All the same, though he was constantly on the alert, Clement made the most of his opportunities with Heloise. It was for the good of Heloise—and it was extraordinarily attractive for himself. He wasn’t going to marry her. That was absurd.... How could he? Only—only she was decisively and radiantly pretty. The singular glowing curd-whiteness of her skin, the vividness of her beautiful and delicate lips against the coolness of that skin, the clearness and steadiness of her eyes—all these things gave him an eversharpening sense of delight whenever he set eyes on her.

And her step suited his so perfectly. On board ship, one is immensely appreciative of any one whose step suits one perfectly. Her tall figure swung so gracefully, so untiringly, beside him as they walked, no matter if the sea was as smooth as polished glass—which the Atlantic rarely is—or whether there was a “lop” on. She was as physically fit and as hard as he was, and she took the same zest in out-of-door things. He felt a sort of comradeship, a rightness in the fact that they should stride up and down the promenade deck together in such a perfect unison as almost to suggest they were one....

As though they were one!... but, of course, that was idiotic. They weren’t one. There was no suggestion of their being one. One—that meant marriage. And that question didn’t come up. Although, of course, the little lawyer had said ... “Oh, hang the little lawyer!” he muttered.

“Who are you hanging?” asked Heloise, who was near and who had heard the most lethal part of his muttering.

“I was hanging this top-heavy sea,” said Clement genially. “I wanted to show you the captain’s bridge—I’ve got permission—but with this lop....”

“Show me the captain’s bridge—now,” she laughed back. “The lop doesn’t matter—not a hang.”

That was part of her attraction. She really didn’t care a hang about things that made other people uncomfortable. She enjoyed risks. She was daring enough to go anywhere, see everything. They adventured into all the strange and usually unseen parts of that splendid ship, even as far as the boiler room. She was eager, she was interested in everything, she had a zest for life. She was an ideal chum. More and more he began to perceive that she was the ideal chum—anyhow for one particular man. And presently he was saying not “Hang the little lawyer,” but “Hang Henry Gunning.”

Because both had a healthy disregard for exposure, and a healthy regard for fresh air, they became almost the sole occupants of the breezy boat deck. There they sat daily and talked; there in the evenings they sat, and sometimes did not talk.

In their talks they found splendid affinities. They found that they liked so many similar things: not merely sports, books, theaters, the open country and the other solaces of life, but other more significant things. They found that both cared most in life for character: for honesty, straightness, generosity, high-mindedness. They liked intelligent people rather than merely jolly ones. They liked people who did things rather than people who played at doing things. They found that they had a mutual austerity of ideal in their way of looking at problems ... would rather be the losers in anything than win underhand; they would take the difficult path if it was the right one, rather than the easy if it were wrong.

This brought them dangerously near to the core of the matter they were both engaged on, dangerously near Henry Gunning ... yet both instinctively veered away from that.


◆ YOUR GOAL:
Pictures are to be left out, and only the lines below starting at the one with "Screen resolution is" and ending at the one with "Expose man location." are to be reproduced, each exactly, both ends included.

◆ RECORDED DATA:
*** Block opens ***

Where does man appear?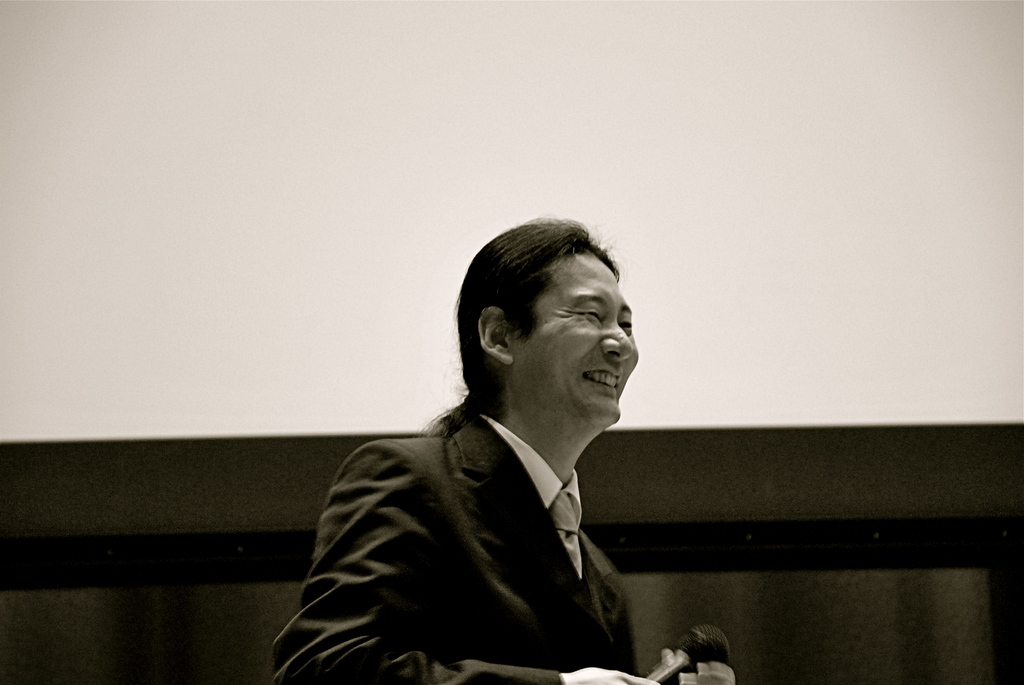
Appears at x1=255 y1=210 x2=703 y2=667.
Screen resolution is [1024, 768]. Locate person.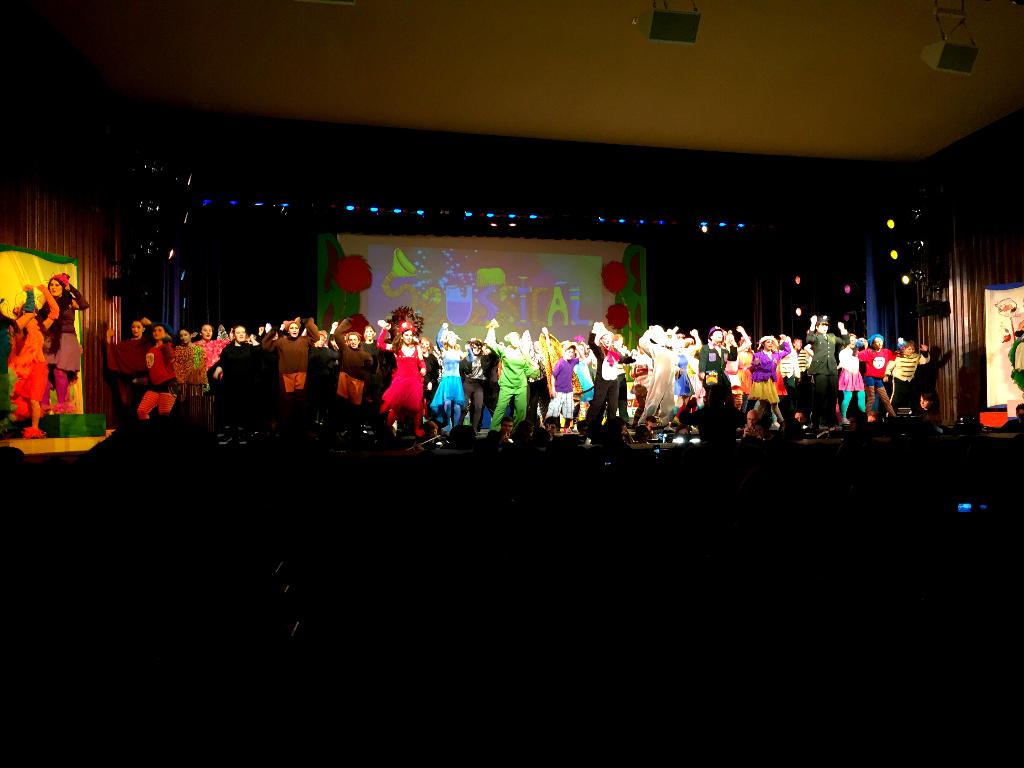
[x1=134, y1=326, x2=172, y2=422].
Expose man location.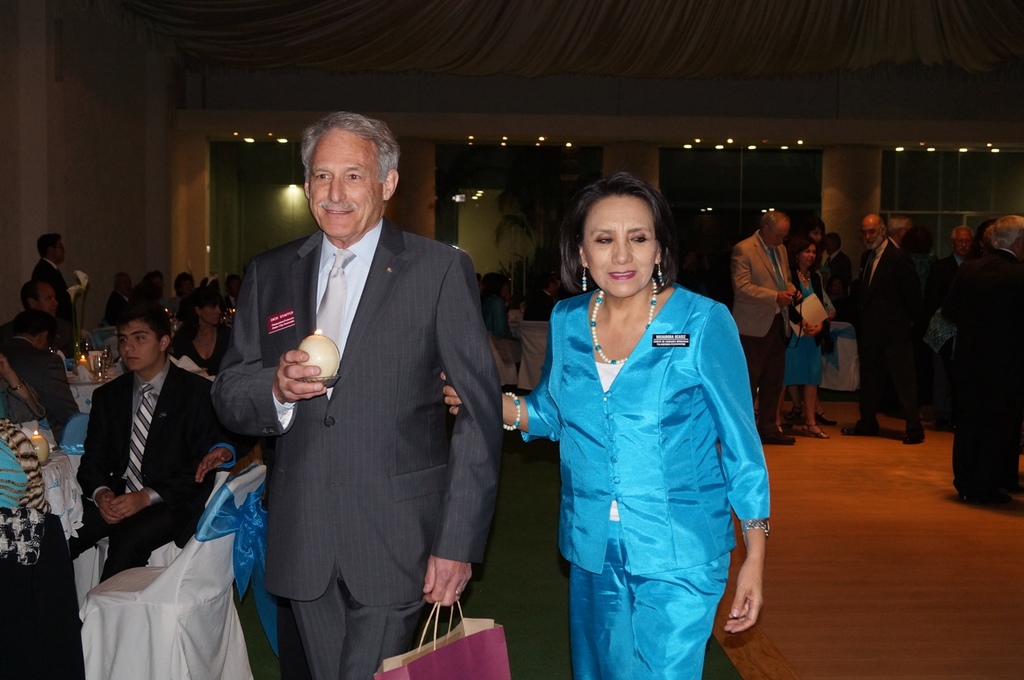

*** Block closes ***
*** Block opens ***

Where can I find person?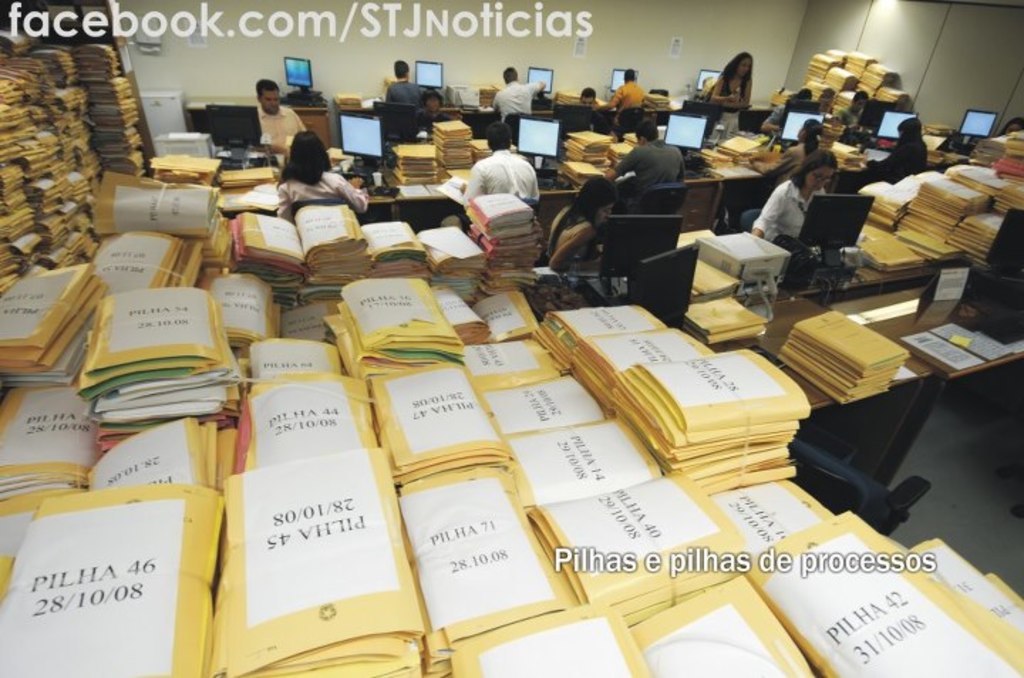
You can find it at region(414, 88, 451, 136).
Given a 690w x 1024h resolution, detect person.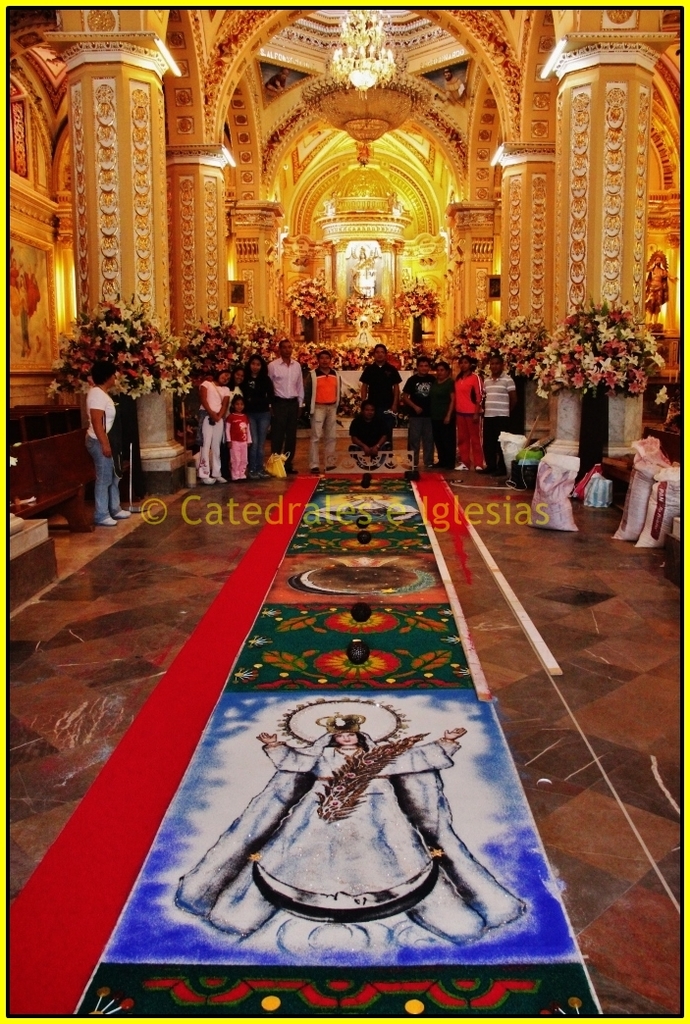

*** Block closes ***
*** Block opens ***

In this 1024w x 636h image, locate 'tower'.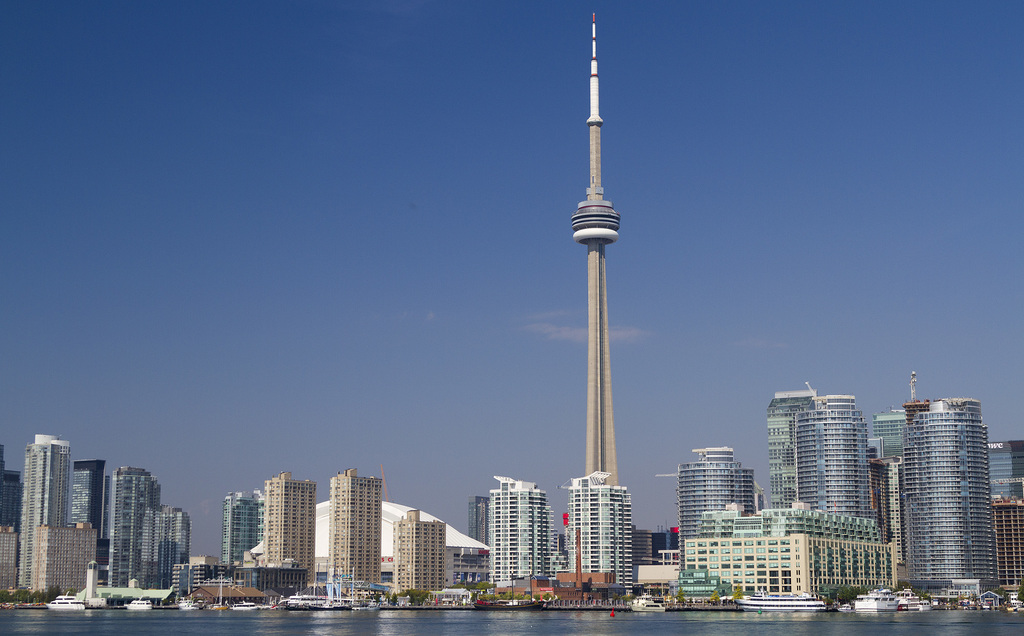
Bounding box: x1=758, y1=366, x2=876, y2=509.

*** Block closes ***

◆ SOLUTION TO THIS TASK:
Screen resolution is [1024, 768]. Locate person.
[x1=134, y1=326, x2=172, y2=422].
Expose man location.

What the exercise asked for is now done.